On the technical side, two things stood out to me. First, generative audio models tokenize the input, which kills the fine-grained gradient signal older adversarial audio work relied on, so they approximated it. Second, they explicitly hijack the attention mechanism by scoring how much attention the model pays to the adversarial audio vs. the user instruction and feeding that back into the optimization.

Defenses are where it gets bleak. Few-shot prompting with examples of malicious instructions cut attack success by 7%. Self-reflection caught 28%. Monitoring internal attention patterns was the only thing that actually worked, and an attacker who knows about it can dial back the attention manipulation and take a small hit to success rate to evade it.

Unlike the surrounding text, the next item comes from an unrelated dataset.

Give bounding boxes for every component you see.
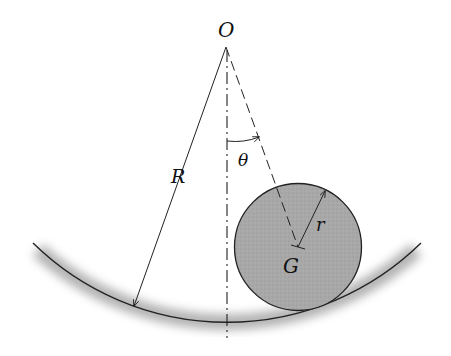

Microsoft acknowledged the work and pointed at developer-side mitigations. Mistral didn't respond.

Text prompt injection at least leaves visible artifacts. Audio doesn't, and we don't really have a good story for this yet.

Thoughts?

spectrum.ieee.org
u/snackymann — 1 day ago

Are we the last generation of PC builders? ASUS shipping 5M fewer motherboards, ASRock down 30%, and the chipmakers don't care because AI servers pay better.

I keep going back and forth this.

The numbers from this week:

  • ASUS: 15M boards in 2025, targeting 10M for 2026. Reportedly worse than 2008 and worse than COVID year one.
  • Gigabyte: 11M down to about 8.5M
  • MSI: similar ~25% drop
  • ASRock: 4.3M down to 2.7M (~30% down)

The official story is "DDR5 prices spiked, builders paused." Sure. But why did DDR5 spike? Samsung, SK Hynix, and Micron redirected up to 80% of their capacity to HBM for AI accelerators. The RAM didn't get expensive by accident. Consumer memory got deprioritized because Nvidia and the hyperscalers will pay anything for HBM and we won't.

And here's the part that boggles me, the motherboard makers are fine. ASUS is reportedly looking at 100% QoQ server revenue growth in Q1 2026. Gigabyte and ASRock are pivoting hard into AI server boards. The DIY market collapsing isn't a crisis for them, it's a rounding error next to the server money.

So my actual question:

When the people who make our parts make 10x more selling to a single hyperscaler than they do to all of us combined, what's the realistic future of this hobby? GPUs already went this way. RTX 50 launched expensive and got more expensive, no new gen until 2028. Now boards. RAM is 2-4x what it was a year ago. CPUs reportedly next.

Are we cooked? Or is this a cycle that breaks when the AI capex bubble corrects? Because from where I'm sitting it looks like the consumer enthusiast PC isn't being killed by lack of demand, it's being killed by the fact that we're the lowest-margin customer in the building, and there's a much better customer in the next room.

Curious what people who've been building longer than me think. Have we been here before and will it turn around?